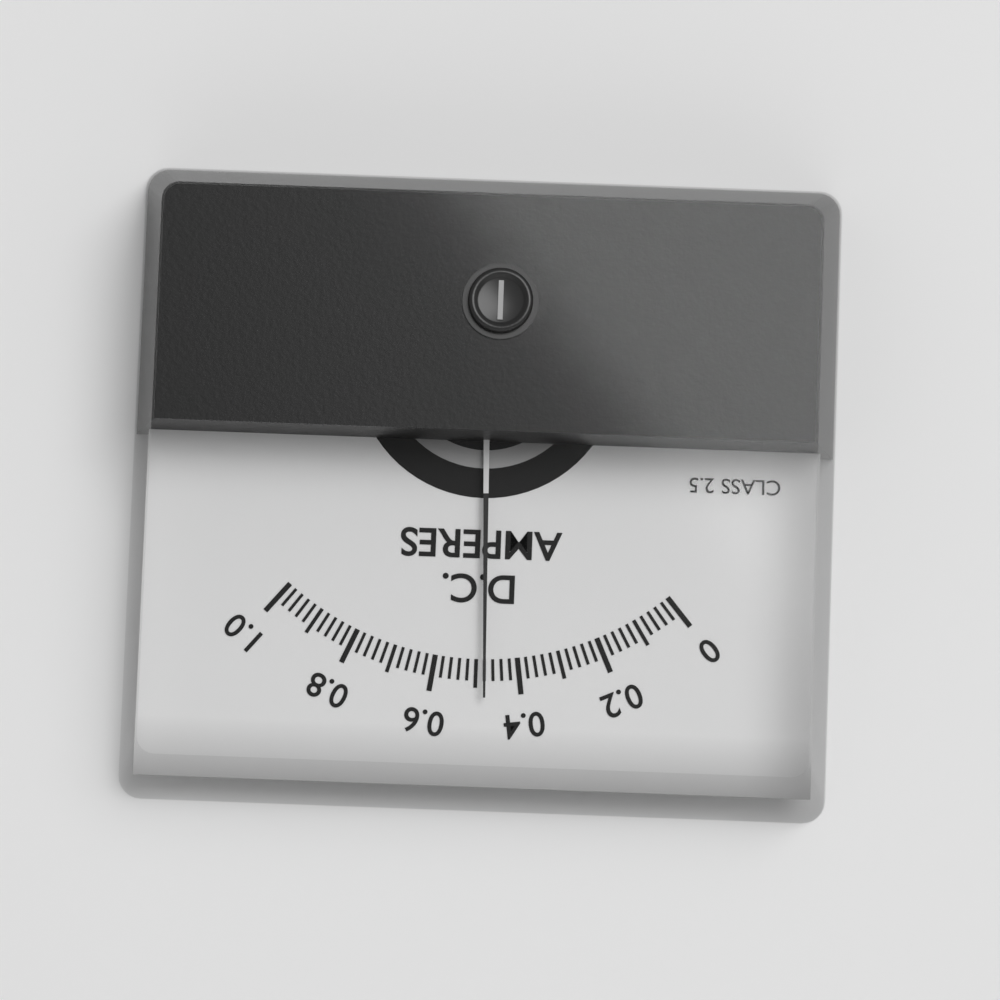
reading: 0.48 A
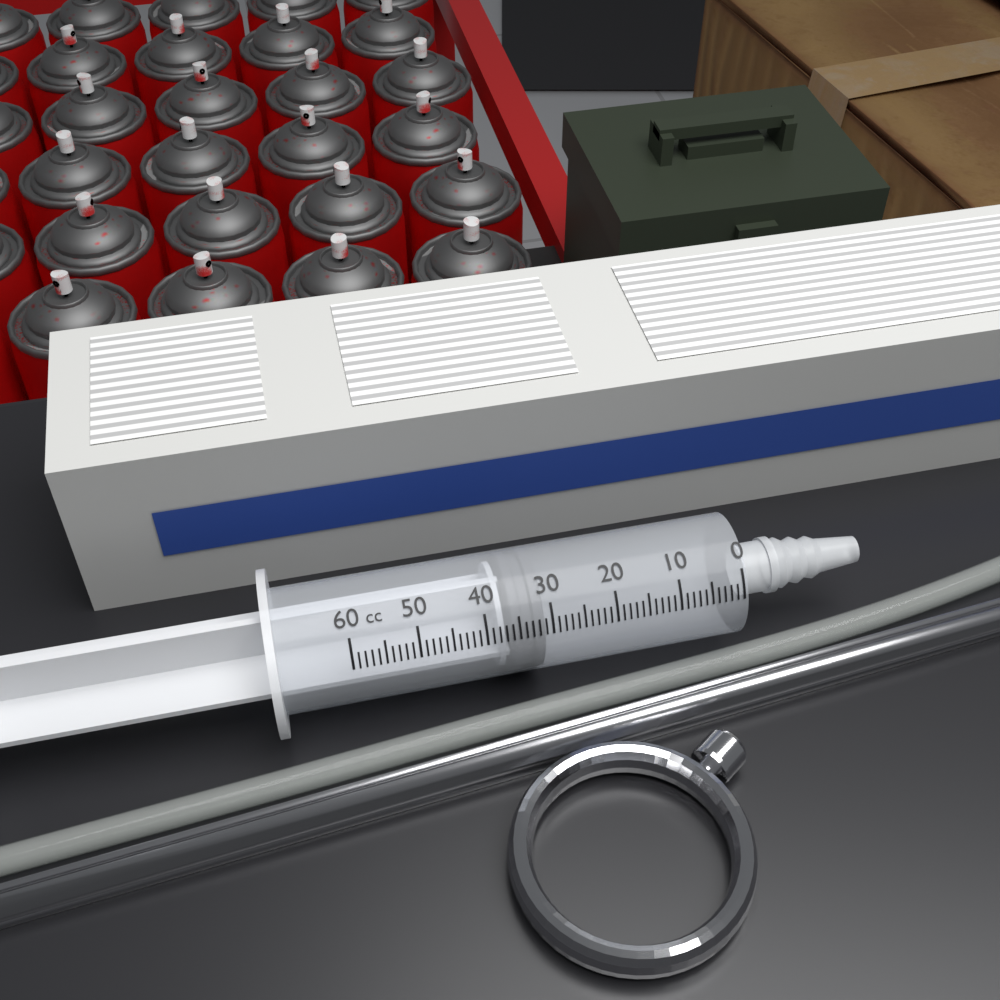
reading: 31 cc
---
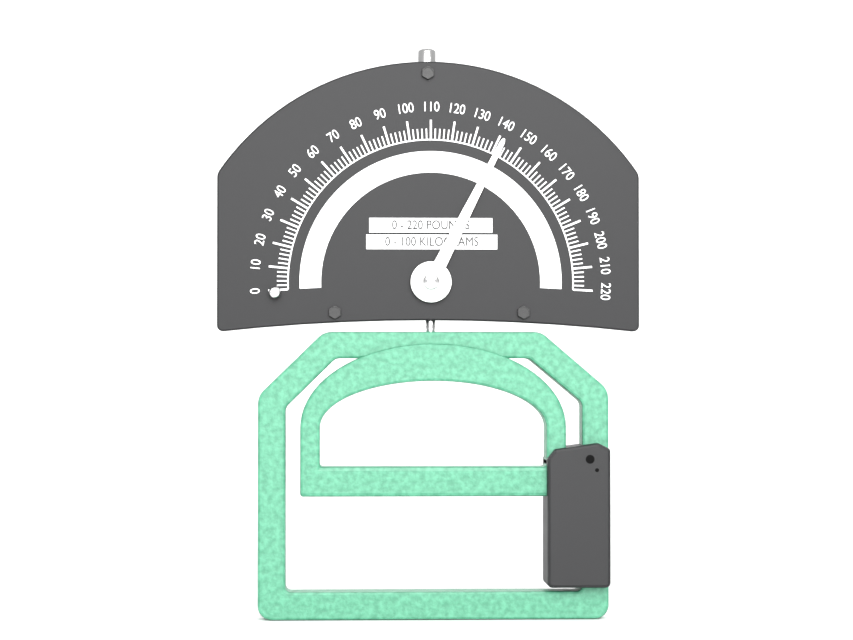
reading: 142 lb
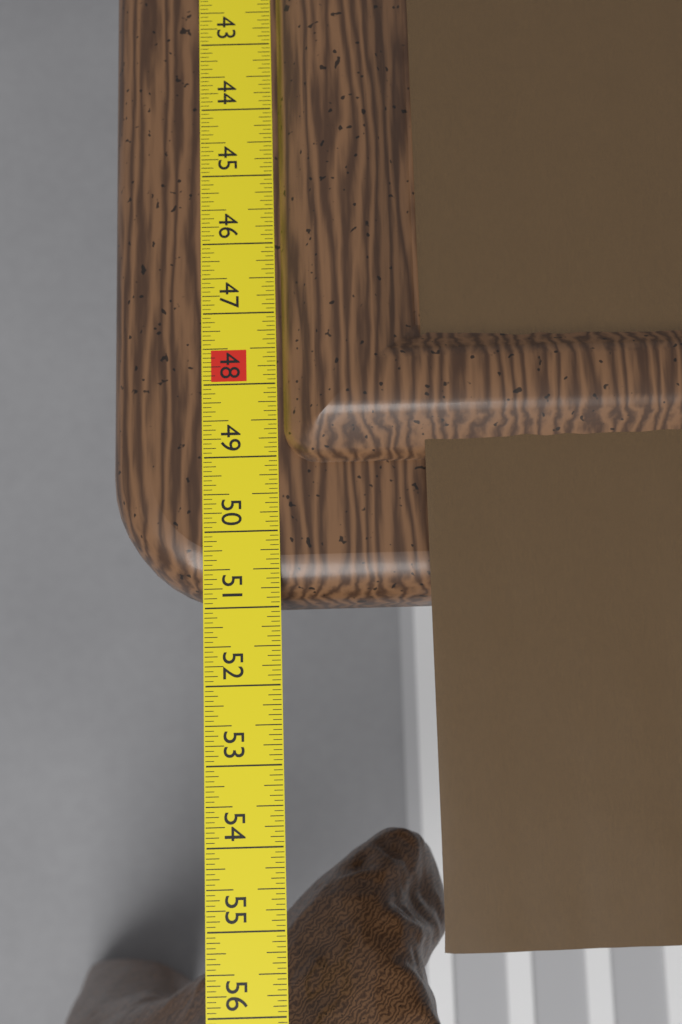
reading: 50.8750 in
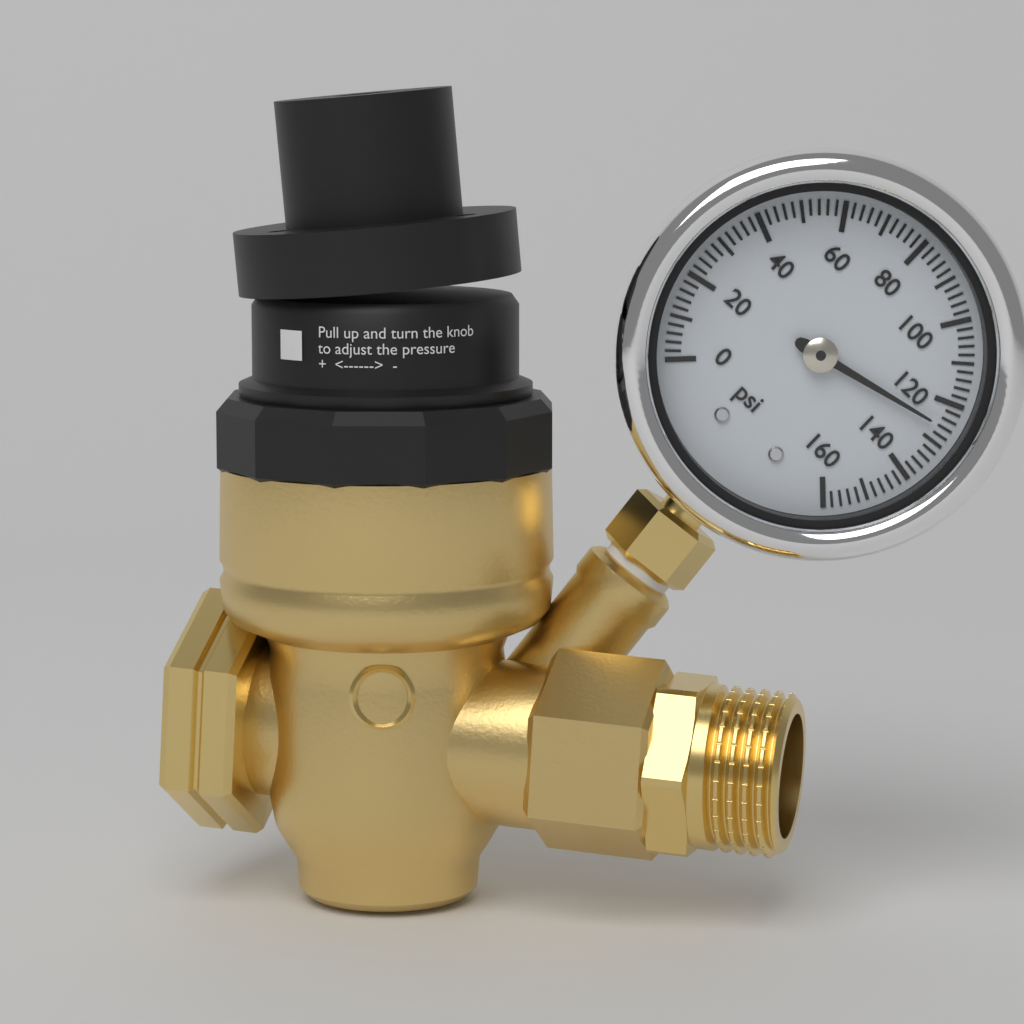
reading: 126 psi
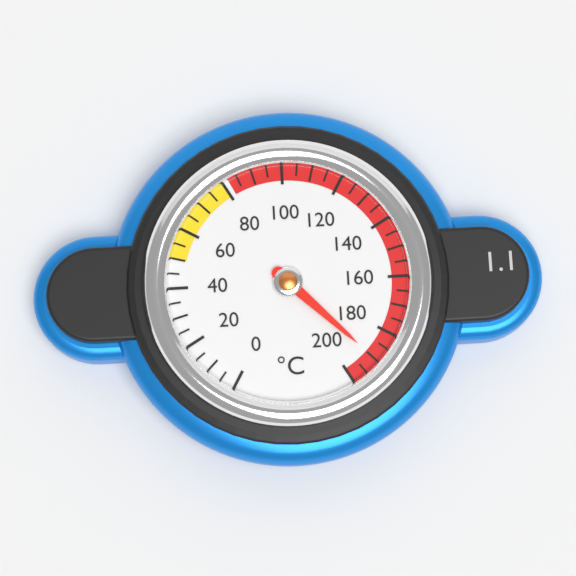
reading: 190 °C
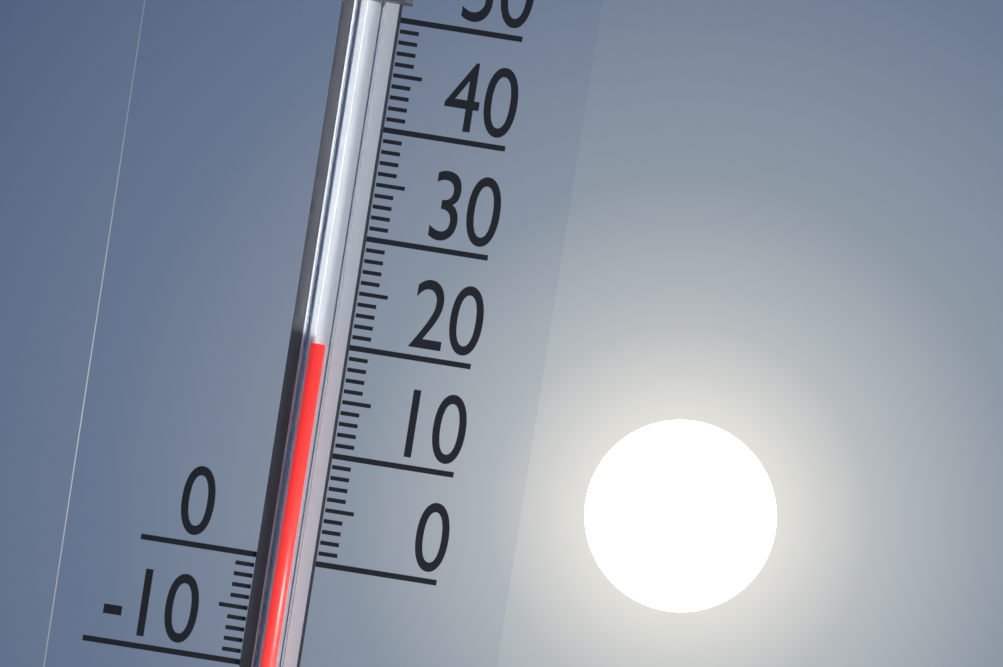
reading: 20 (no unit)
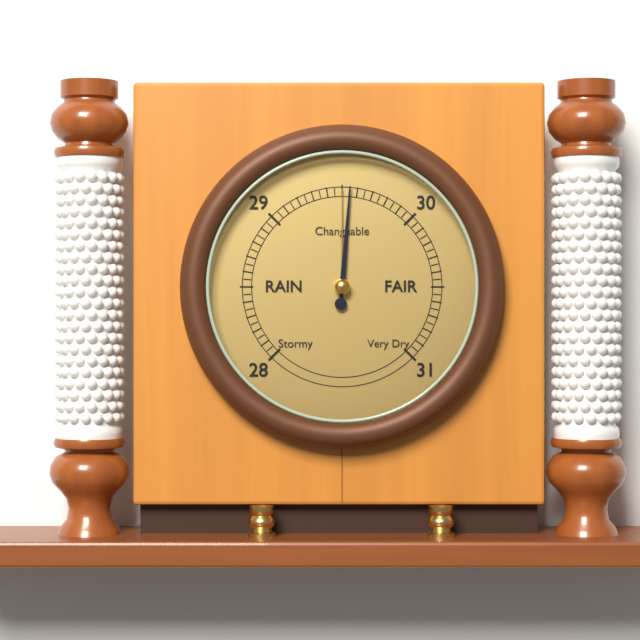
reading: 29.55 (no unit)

▸ THE TASK
After locating the line containing "reading: 142 lb" in the entries above, return it and every line after it exactly, ending at the line containing "reading: 29.55 (no unit)", without pictures.

▸ ANSWER SECTION
reading: 142 lb
reading: 50.8750 in
reading: 126 psi
reading: 190 °C
reading: 20 (no unit)
reading: 29.55 (no unit)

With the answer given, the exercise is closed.